×

News

Documenting Hiroshima of 1945: October 15–16, publication suspended of account describing experiences in A-bombing

by Kyosuke Mizukawa, Senior Staff Writer

On October 15 and 16th, 1945, an assistant of Kiyoshi Kanai, an engineer who worked at a seismic research institute within Tokyo Imperial University (present-day University of Tokyo) who died in 2008 at the age of 100, was working to transcribe one account of the experiences of a survivor in the atomic bombing. The account described in detail the devastation of Hiroshima, the city Mr. Kanai was scheduled to soon visit when he joined a special task force for investigation of destruction from the atomic bombing formed by a research council at the Japan Ministry of Education.

The account was written by Seiji Kimoto, an assistant professor at the surgery department of the university’s medical school who died in 1995 at the age of 87. Mr. Kimoto and Mr. Kanai, who was originally from Hiroshima City, had been classmates at Hiroshima First Middle School (present-day Kokutaiji High School). During a return to his hometown, Mr. Kimoto had experienced the atomic bombing at his birth home located in the area of Ushita-cho (in Hiroshima’s present-day Higashi Ward), around three kilometers from the hypocenter.

Mr. Kimoto wrote, “My body was spun around and bounced against the earthen floor. I felt as if my left eardrum had ruptured after hearing a loud bang,” adding, “Even in front of this writer’s house, three kilometers from the hypocenter, some people had been burned to death.” The account was written at the request of a magazine publisher and described the damage from the atomic bombing through the writer’s detached observations as a scientist.

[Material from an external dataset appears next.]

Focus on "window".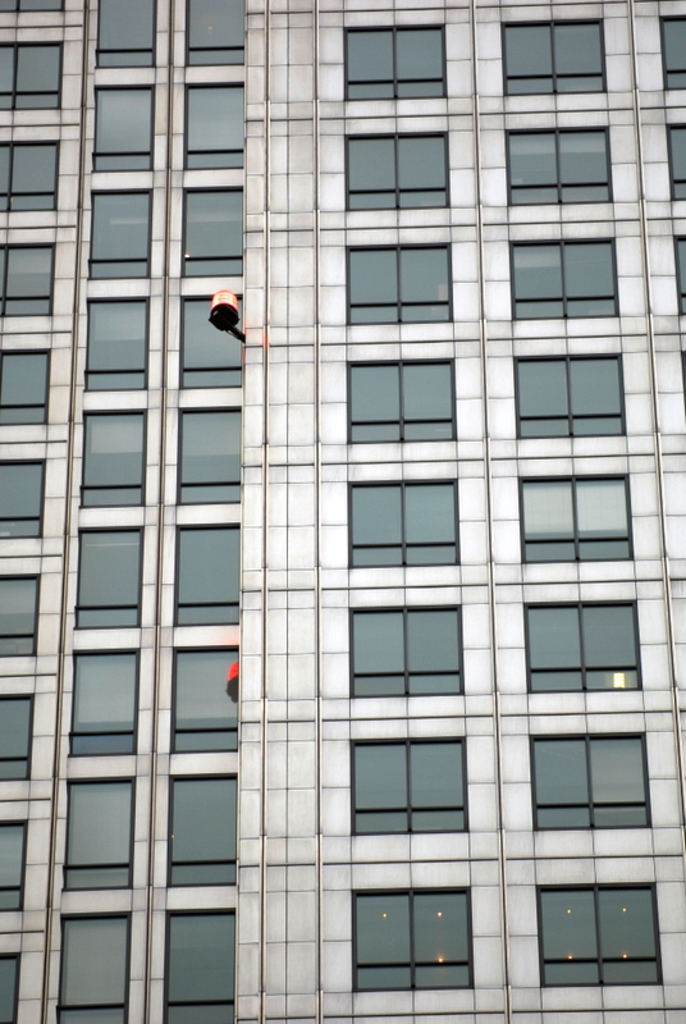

However, the account was not released to the public at that time. Mr. Kimoto later revealed in his recollections titled Igaku to Watashi (in English, ‘Medicine and I’), published in 1981, that the publication of his account had been “suspended by the General Headquarters of the Allied Powers (GHQ).”

Still unclear is what magazine was scheduled to carry the account, but chances are it was the October 1945 issue of the Japan Medical Journal, because one part of the account seems to have been written based on the assumption that it would be run simultaneously with a survey report of A-bombing damages authored by Tokyo Imperial University’s Masao Tsuzuki that was carried in the same issue.

Why the publication of only Mr. Kimoto’s account was “suspended” is unclear. However, because it was a personal account, some of the depictions of the A-bombing tragedy stand out, such as its descriptions of “scenes of hell” and that “the bomb killed every living creature, causing them to wither and die.” The press code issued by the GHQ on September 19 included the provision that, “There shall be no destructive criticism of the Allied Forces of Occupation and nothing which might invite mistrust or resentment of these troops.”

Mr. Kimoto’s original handwritten account later went missing. The donation to the Hiroshima Peace Memorial Museum in 2018 of the transcribed text in Mr. Kanai’s office led to public awareness about the account’s existence and contents.